What can I add to my bread recipe?
August 5, 2020 11:44 AM   Subscribe

I love making no knead bread using this easy recipe. Today I added some grated cheddar cheese, and now I’m looking for ideas for other ingredients to add to the dough before baking to provide some more variety—even though the original is delicious on it’s own!
posted by bookmammal to Food & Drink (12 answers total) 11 users marked this as a favorite
 
Experiment with herbs and spices. I’d think you can build a couple different flavor profiles, as long as you’re not adding too much that will change the consistency. Like Parmesan, garlic powder, sun-dried tomatoes. Or chopped up olives. Or raisins, cinnamon and nutmeg.
posted by Pretty Good Talker at 11:49 AM on August 5, 2020


Seeds are a good addition: sesame, pumpkin, poppy. I do about 1/4 c per loaf.

Dried rosemary (about 2 tsp, maybe more) is also good.

I add 2 tbsp olive oil.

My next goal is to try a cinnamon-raisin recipe, I miss raisin bread.

Sometimes I sub in 1 c of rye flour, so that it's not plain white bread.
posted by Lawn Beaver at 11:53 AM on August 5, 2020


Olives. Caraway seed. Coriander seed. Walnuts. Roasted or dried cherry tomatoes. Pine nuts. Pumpkin seed. Raisins. Parsley, Rosemary, Basil. Poppy seeds. Dark chocolate chips. Roasted garlic. Mild diced chilis.
posted by kleinsteradikaleminderheit at 11:55 AM on August 5, 2020 [1 favorite]


Cranberries. Oreos. Large cubes of cheese (like 1/2 inch at least), Gruyere works great. Feta cheese. Tiny pieces of Habanero pepper. Coarse-ground black pepper. Cheese curds. Little sausages, possibly in combination with cheese. Look, yes, maybe I'm just hungry. Fun-sized snickers bars.
posted by kleinsteradikaleminderheit at 12:01 PM on August 5, 2020 [1 favorite]


From personal experience playing with no-knead recipes a lot: if you want to try flavoring the water, you're going to need something extremely strong. I did about a dozen experiments using tea instead of plain water and even the tea that tasted way too strong to me never came through in the bread. Adding any sort of dry ingredients should pose no problem, however!

Here are some other thoughts I have on no-kneads!
posted by curious nu at 12:02 PM on August 5, 2020


My next goal is to try a cinnamon-raisin recipe, I miss raisin bread.

I sometimes add 1 tbsp vanilla, 2 tbsp cinnamon (the cheap stuff) for a 3-cup loaf, and it is so, so good. For cinnamon-raisin I'd maybe do a teaspoon of vanilla and then add in.. I dunno.. 1/4 to 1/2 cup raisins? Depends on how well that distributes.
posted by curious nu at 12:11 PM on August 5, 2020


Dice and sautee a small leek in olive oil. Add that with some thyme and oregano. As a bonus the bread will stay fresh longer because of the olive oil. I’m going to start a loaf tonight.
posted by sjswitzer at 1:44 PM on August 5, 2020


Oh, and if you want to be adventurous, you could boil and mash a potato in lieu of part of the flour And use the potato water in your dough.
posted by sjswitzer at 1:47 PM on August 5, 2020


I'm quite partial to adding a handful of chopped green onion and a bit of mashed garlic (roasted or fresh) and topping with poppyseeds.
posted by ananci at 4:32 PM on August 5, 2020


Turmeric (added into the dry flour and use only a bit--I use 3g turmeric in 500g of flour) and caramelized onions (incorporated into the dough before it has had time to rise).

Also you can replace the water in your dough with, say, milk or kefir (you might need to increase the amount to maintain the same hydration level), or other infusions.

Also you can replace regular salt with (non-iodized) other salts for a subtle change. A friend used truffle salt and it imparted a very gentle umami to the loaf.
posted by Grimp0teuthis at 7:35 AM on August 6, 2020


If you can get rye flour, small amounts (5-20% bakers percentage) make the bread much more interesting.

Experiment with very long fermentations in the fridge (after your overnight ferment at room temp) - 1-5 days in the fridge!

My best 'No-knead' recipe is here. Less yeast, a 3 folds, make a huge diff.
Ignore the need for the proofing box in the link above.
posted by lalochezia at 10:00 AM on August 6, 2020 [1 favorite]


Seconding adding rye, but don’t forget to add caraway seeds when you do. A tablespoon is about right.
posted by sjswitzer at 6:24 PM on August 6, 2020


« Older Why aren't there color changing lava lamps?   |   Designers: Which training to take? Newer »
This thread is closed to new comments.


Exercise requirements
Your answer should be every line of the entries that has the string "thoracoacromial" in it.

Dataset entries on figures:
•••

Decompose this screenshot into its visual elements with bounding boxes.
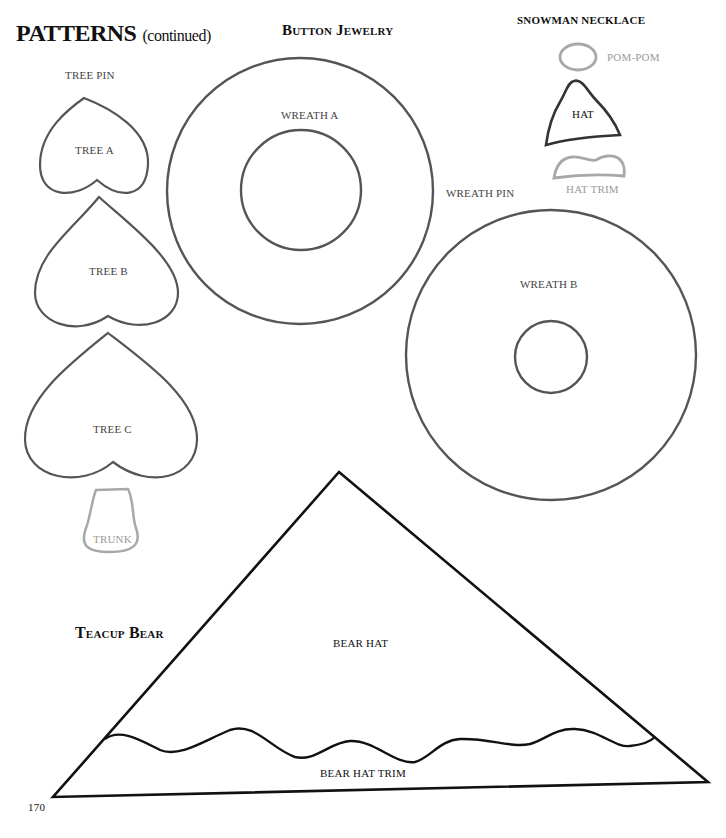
label-wreath-pin: WREATH PIN xyxy=(446,187,514,199)
wreath-b-outer xyxy=(406,210,696,500)
pom-pom-outline xyxy=(560,44,596,70)
label-trunk: TRUNK xyxy=(93,533,132,545)
wreath-b-inner xyxy=(515,321,587,393)
label-pom-pom: POM-POM xyxy=(607,51,660,63)
label-bear-hat: BEAR HAT xyxy=(333,637,388,649)
label-tree-a: TREE A xyxy=(75,144,114,156)
label-hat: HAT xyxy=(572,108,594,120)
tree-c-outline xyxy=(25,333,197,477)
wreath-a-outer xyxy=(167,58,433,324)
bear-hat-trim-line xyxy=(105,728,655,762)
wreath-a-inner xyxy=(241,130,361,250)
page-number: 170 xyxy=(28,801,45,813)
pattern-outlines xyxy=(0,0,726,838)
label-bear-hat-trim: BEAR HAT TRIM xyxy=(320,767,406,779)
section-teacup-bear: Teacup Bear xyxy=(75,624,164,642)
section-snowman-necklace: SNOWMAN NECKLACE xyxy=(517,14,645,26)
label-tree-c: TREE C xyxy=(93,423,132,435)
section-button-jewelry: Button Jewelry xyxy=(282,22,394,39)
label-wreath-b: WREATH B xyxy=(520,278,578,290)
tree-b-outline xyxy=(35,197,178,326)
label-tree-pin: TREE PIN xyxy=(65,69,115,81)
label-wreath-a: WREATH A xyxy=(281,109,339,121)
hat-trim-outline xyxy=(554,156,624,178)
label-tree-b: TREE B xyxy=(89,265,128,277)
label-hat-trim: HAT TRIM xyxy=(566,183,619,195)
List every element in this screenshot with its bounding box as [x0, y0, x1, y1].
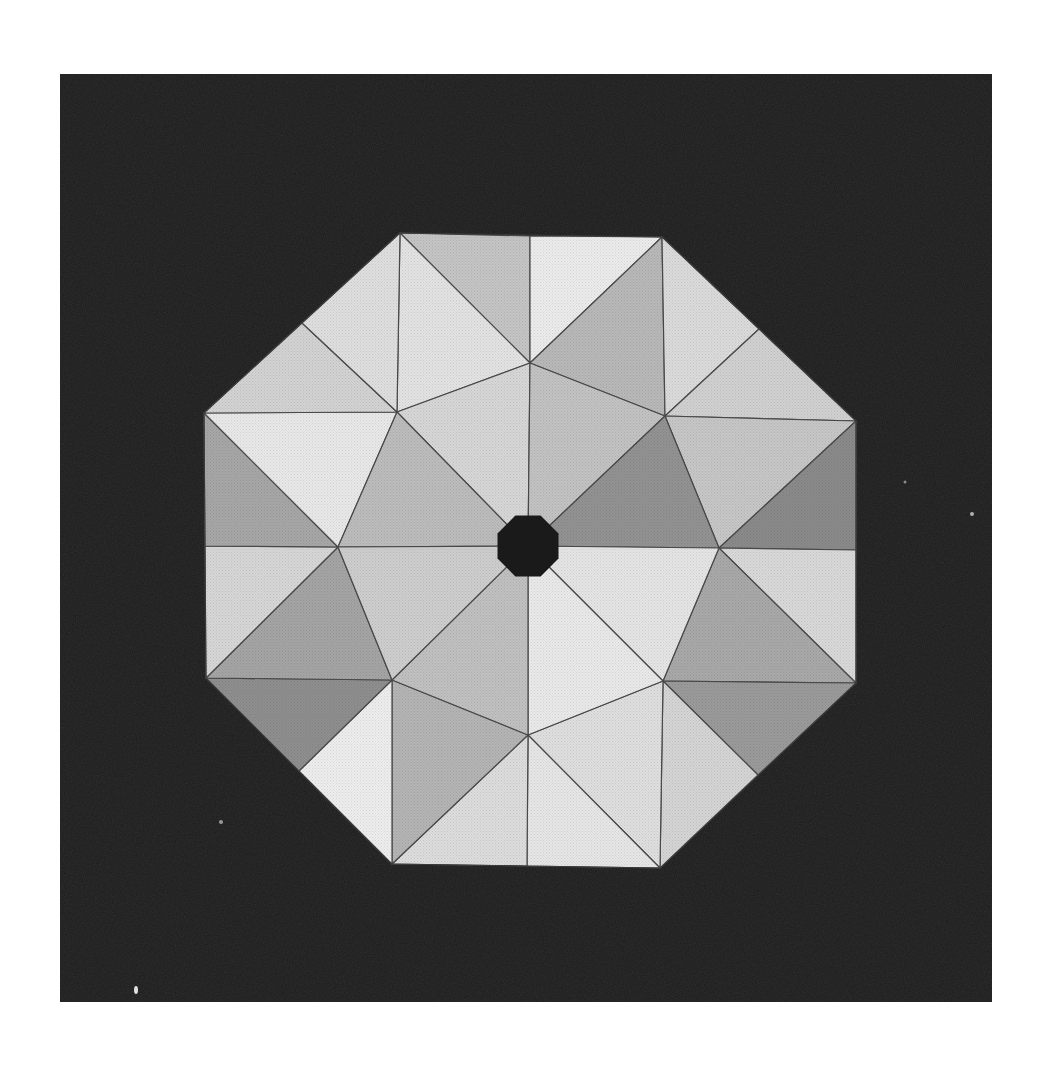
dust-mark [134, 986, 138, 994]
center-octagon [498, 516, 559, 577]
dust-mark [219, 820, 223, 824]
image-canvas [0, 0, 1058, 1076]
octagon-facet-illustration [0, 0, 1058, 1076]
dust-mark [904, 481, 907, 484]
dust-mark [970, 512, 974, 516]
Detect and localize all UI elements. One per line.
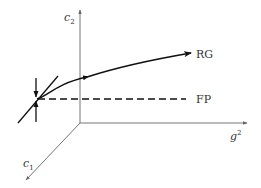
g2-axis-label: g2 [230, 129, 242, 143]
rg-flow-diagram: c2 g2 c1 FP RG [0, 0, 261, 188]
c2-axis-label: c2 [64, 11, 75, 26]
c1-axis [26, 123, 80, 180]
rg-label: RG [196, 48, 213, 61]
rg-curve-upper [87, 53, 191, 77]
c1-axis-label: c1 [23, 157, 34, 172]
axes [26, 10, 247, 180]
fp-label: FP [196, 93, 212, 106]
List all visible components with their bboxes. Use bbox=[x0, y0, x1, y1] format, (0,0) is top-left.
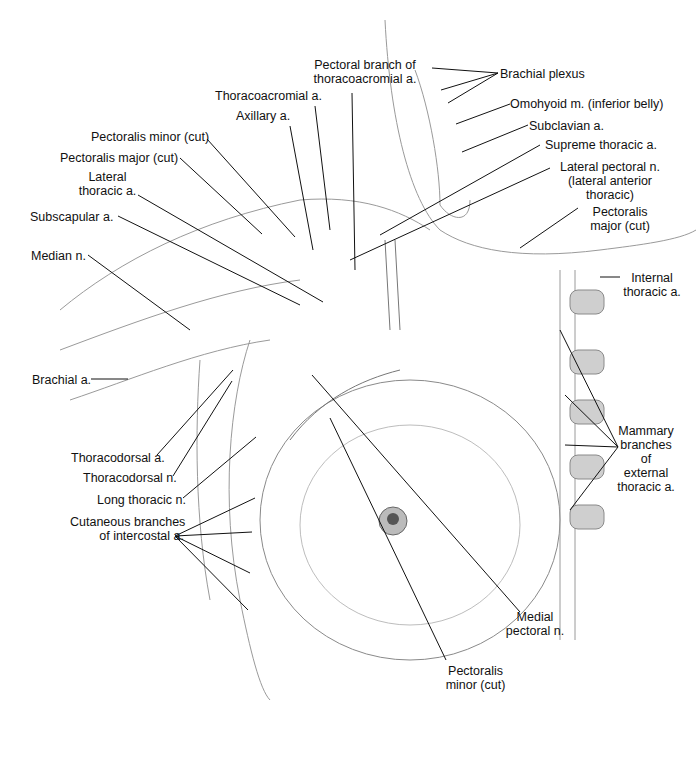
label-pectoralis-major-cut: Pectoralis major (cut) bbox=[60, 151, 178, 165]
label-cutaneous-line2: of intercostal a. bbox=[70, 529, 184, 543]
label-pectoral-branch-line1: Pectoral branch of bbox=[310, 58, 420, 72]
label-lateral-pectoral-line2: (lateral anterior bbox=[550, 174, 670, 188]
label-median-n: Median n. bbox=[31, 249, 86, 263]
label-pectoral-branch-line2: thoracoacromial a. bbox=[310, 72, 420, 86]
label-subscapular: Subscapular a. bbox=[30, 210, 113, 224]
label-mammary-line5: thoracic a. bbox=[606, 480, 686, 494]
label-thoracodorsal-a: Thoracodorsal a. bbox=[71, 451, 165, 465]
label-mammary-line1: Mammary bbox=[606, 424, 686, 438]
label-mammary-line4: external bbox=[606, 466, 686, 480]
label-mammary-branches: Mammary branches of external thoracic a. bbox=[606, 424, 686, 494]
label-pectoralis-minor-bottom: Pectoralis minor (cut) bbox=[443, 664, 508, 692]
label-pectoralis-major-right: Pectoralis major (cut) bbox=[580, 205, 660, 233]
label-mammary-line3: of bbox=[606, 452, 686, 466]
label-internal-thoracic: Internal thoracic a. bbox=[612, 271, 692, 299]
label-internal-thoracic-line1: Internal bbox=[612, 271, 692, 285]
label-lateral-thoracic-line1: Lateral bbox=[75, 170, 140, 184]
label-cutaneous-branches: Cutaneous branches of intercostal a. bbox=[70, 515, 184, 543]
label-medial-pectoral-line1: Medial bbox=[505, 610, 565, 624]
label-brachial-plexus: Brachial plexus bbox=[500, 67, 585, 81]
label-supreme-thoracic: Supreme thoracic a. bbox=[545, 138, 657, 152]
label-pectoralis-major-right-line1: Pectoralis bbox=[580, 205, 660, 219]
label-thoracodorsal-n: Thoracodorsal n. bbox=[83, 471, 177, 485]
label-omohyoid: Omohyoid m. (inferior belly) bbox=[510, 97, 664, 111]
label-axillary: Axillary a. bbox=[236, 109, 290, 123]
label-medial-pectoral-line2: pectoral n. bbox=[505, 624, 565, 638]
label-long-thoracic: Long thoracic n. bbox=[97, 493, 186, 507]
label-mammary-line2: branches bbox=[606, 438, 686, 452]
label-lateral-pectoral-line1: Lateral pectoral n. bbox=[550, 160, 670, 174]
label-pectoral-branch: Pectoral branch of thoracoacromial a. bbox=[310, 58, 420, 86]
label-pectoralis-minor-cut: Pectoralis minor (cut) bbox=[91, 130, 209, 144]
label-pectoralis-major-right-line2: major (cut) bbox=[580, 219, 660, 233]
label-brachial-a: Brachial a. bbox=[32, 373, 91, 387]
anatomy-figure: Brachial plexus Omohyoid m. (inferior be… bbox=[0, 0, 696, 768]
label-subclavian: Subclavian a. bbox=[529, 119, 604, 133]
label-internal-thoracic-line2: thoracic a. bbox=[612, 285, 692, 299]
label-lateral-pectoral-line3: thoracic) bbox=[550, 188, 670, 202]
label-pectoralis-minor-bottom-line1: Pectoralis bbox=[443, 664, 508, 678]
label-medial-pectoral: Medial pectoral n. bbox=[505, 610, 565, 638]
label-pectoralis-minor-bottom-line2: minor (cut) bbox=[443, 678, 508, 692]
label-thoracoacromial: Thoracoacromial a. bbox=[215, 89, 322, 103]
illustration bbox=[0, 0, 696, 768]
label-lateral-thoracic: Lateral thoracic a. bbox=[75, 170, 140, 198]
label-cutaneous-line1: Cutaneous branches bbox=[70, 515, 184, 529]
label-lateral-thoracic-line2: thoracic a. bbox=[75, 184, 140, 198]
label-lateral-pectoral: Lateral pectoral n. (lateral anterior th… bbox=[550, 160, 670, 202]
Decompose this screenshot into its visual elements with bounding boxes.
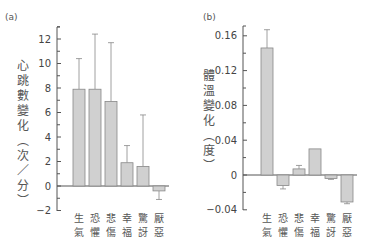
category-label: 厭 (154, 213, 164, 224)
category-label: 悲 (106, 212, 116, 224)
category-label: 懼 (90, 227, 100, 238)
category-label: 幸 (310, 213, 320, 224)
y-tick-label: 0.04 (215, 135, 237, 146)
y-tick-label: 4 (45, 132, 51, 143)
category-label: 驚 (326, 212, 336, 224)
category-label: 悲 (294, 212, 304, 224)
bar-幸福 (309, 149, 321, 175)
y-axis-label: 數 (17, 89, 29, 103)
y-axis-label: 化 (203, 114, 215, 128)
chart-panel-b: (b)−0.0400.040.080.120.16生氣恐懼悲傷幸福驚訝厭惡體溫變… (203, 12, 357, 238)
y-axis-label: 次 (17, 149, 29, 163)
y-tick-label: 12 (38, 34, 51, 45)
bar-幸福 (121, 163, 133, 186)
category-label: 惡 (342, 227, 352, 238)
y-tick-label: 2 (45, 156, 51, 167)
y-axis-label: 變 (17, 103, 29, 118)
category-label: 恐 (278, 213, 288, 224)
category-label: 驚 (138, 212, 148, 224)
category-label: 福 (310, 226, 320, 238)
bar-悲傷 (105, 101, 117, 186)
category-label: 訝 (138, 226, 148, 238)
category-label: 厭 (342, 213, 352, 224)
bar-驚訝 (325, 175, 337, 178)
bar-生氣 (261, 48, 273, 175)
y-axis-label: 度 (203, 143, 215, 158)
panel-label: (a) (5, 12, 18, 22)
bar-厭惡 (153, 186, 165, 191)
y-tick-label: 0 (45, 181, 51, 192)
bar-生氣 (73, 89, 85, 186)
category-label: 惡 (154, 227, 164, 238)
category-label: 氣 (74, 226, 84, 238)
y-axis-label: 變 (203, 98, 215, 113)
category-label: 傷 (106, 226, 116, 238)
y-tick-label: 0.16 (215, 30, 237, 41)
category-label: 生 (74, 212, 84, 224)
y-axis-label: ︵ (203, 129, 215, 143)
y-axis-label: 心 (17, 59, 29, 73)
y-tick-label: 8 (45, 83, 51, 94)
y-axis-label: 體 (203, 69, 215, 83)
bar-驚訝 (137, 166, 149, 186)
category-label: 生 (262, 212, 272, 224)
bar-恐懼 (277, 175, 289, 185)
y-axis-label: 分 (17, 179, 29, 193)
category-label: 懼 (278, 227, 288, 238)
y-axis-label: 跳 (17, 74, 29, 88)
y-axis-label: ︶ (17, 194, 29, 208)
y-tick-label: −0.04 (206, 204, 237, 215)
y-tick-label: 0.12 (215, 65, 237, 76)
category-label: 訝 (326, 226, 336, 238)
y-axis-label: 化 (17, 119, 29, 133)
bar-悲傷 (293, 169, 305, 175)
panel-label: (b) (203, 12, 216, 22)
category-label: 幸 (122, 213, 132, 224)
y-tick-label: 6 (45, 107, 51, 118)
category-label: 氣 (262, 226, 272, 238)
y-axis-label: ／ (17, 164, 29, 178)
y-axis-label: ︶ (203, 159, 215, 173)
y-tick-label: 10 (38, 58, 51, 69)
y-axis-label: ︵ (17, 134, 29, 148)
y-tick-label: −2 (36, 205, 51, 216)
y-tick-label: 0 (231, 170, 237, 181)
category-label: 恐 (90, 213, 100, 224)
y-tick-label: 0.08 (215, 100, 237, 111)
chart-canvas: (a)−2024681012生氣恐懼悲傷幸福驚訝厭惡心跳數變化︵次／分︶(b)−… (0, 0, 366, 252)
bar-恐懼 (89, 89, 101, 186)
category-label: 福 (122, 226, 132, 238)
category-label: 傷 (294, 226, 304, 238)
bar-厭惡 (341, 175, 353, 202)
y-axis-label: 溫 (203, 84, 215, 98)
chart-panel-a: (a)−2024681012生氣恐懼悲傷幸福驚訝厭惡心跳數變化︵次／分︶ (5, 12, 169, 238)
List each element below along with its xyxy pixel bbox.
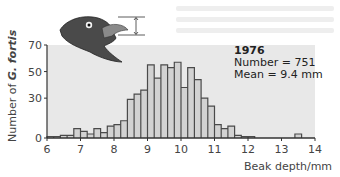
x-axis-label: Beak depth/mm: [244, 160, 332, 173]
legend-mean: Mean = 9.4 mm: [234, 69, 323, 81]
x-axis: 67891011121314: [44, 138, 323, 156]
y-tick-label: 30: [28, 92, 42, 105]
y-axis: 0305070: [28, 39, 47, 145]
x-tick-label: 8: [111, 143, 118, 156]
x-tick-label: 10: [174, 143, 188, 156]
y-tick-label: 0: [35, 132, 42, 145]
x-tick-label: 13: [275, 143, 289, 156]
x-tick-label: 14: [308, 143, 322, 156]
x-tick-label: 9: [144, 143, 151, 156]
y-tick-label: 70: [28, 39, 42, 52]
x-tick-label: 7: [77, 143, 84, 156]
x-tick-label: 12: [241, 143, 255, 156]
chart-legend: 1976 Number = 751 Mean = 9.4 mm: [234, 45, 323, 81]
x-tick-label: 6: [44, 143, 51, 156]
x-tick-label: 11: [208, 143, 222, 156]
y-tick-label: 50: [28, 66, 42, 79]
y-axis-label: Number of G. fortis: [6, 29, 19, 142]
histogram-chart: 0305070 67891011121314 Number of G. fort…: [0, 0, 340, 177]
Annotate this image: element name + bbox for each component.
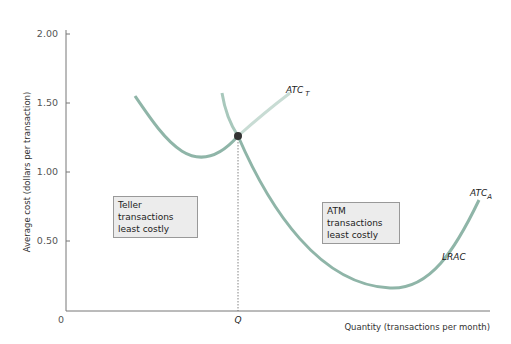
xtick-q: Q — [234, 315, 241, 325]
ytick-label: 0.50 — [37, 235, 58, 246]
atc-t-label: ATCT — [285, 85, 310, 98]
lrac-label: LRAC — [442, 252, 466, 262]
y-axis-label: Average cost (dollars per transaction) — [22, 92, 32, 253]
x-axis-label: Quantity (transactions per month) — [344, 322, 490, 332]
ytick-label: 1.00 — [37, 166, 58, 177]
ytick-label: 2.00 — [37, 28, 58, 39]
atc-t-curve-upper — [238, 93, 290, 136]
intersection-point — [234, 132, 242, 140]
ytick-label: 1.50 — [37, 97, 58, 108]
origin-label: 0 — [58, 314, 64, 325]
atc-a-label: ATCA — [469, 188, 492, 201]
teller-annotation-box: Teller transactions least costly — [113, 196, 198, 238]
atm-annotation-box: ATM transactions least costly — [322, 202, 400, 244]
lrac-teller-segment — [135, 96, 238, 157]
atc-a-curve-upper — [222, 93, 238, 136]
chart: 2.00 1.50 1.00 0.50 0 Average cost (doll… — [0, 0, 511, 344]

•••

Response area
label-pectoral-branch-line2: thoracoacromial a. bbox=[310, 72, 420, 86]
label-pectoral-branch: Pectoral branch of thoracoacromial a. bbox=[310, 58, 420, 86]
label-thoracoacromial: Thoracoacromial a. bbox=[215, 89, 322, 103]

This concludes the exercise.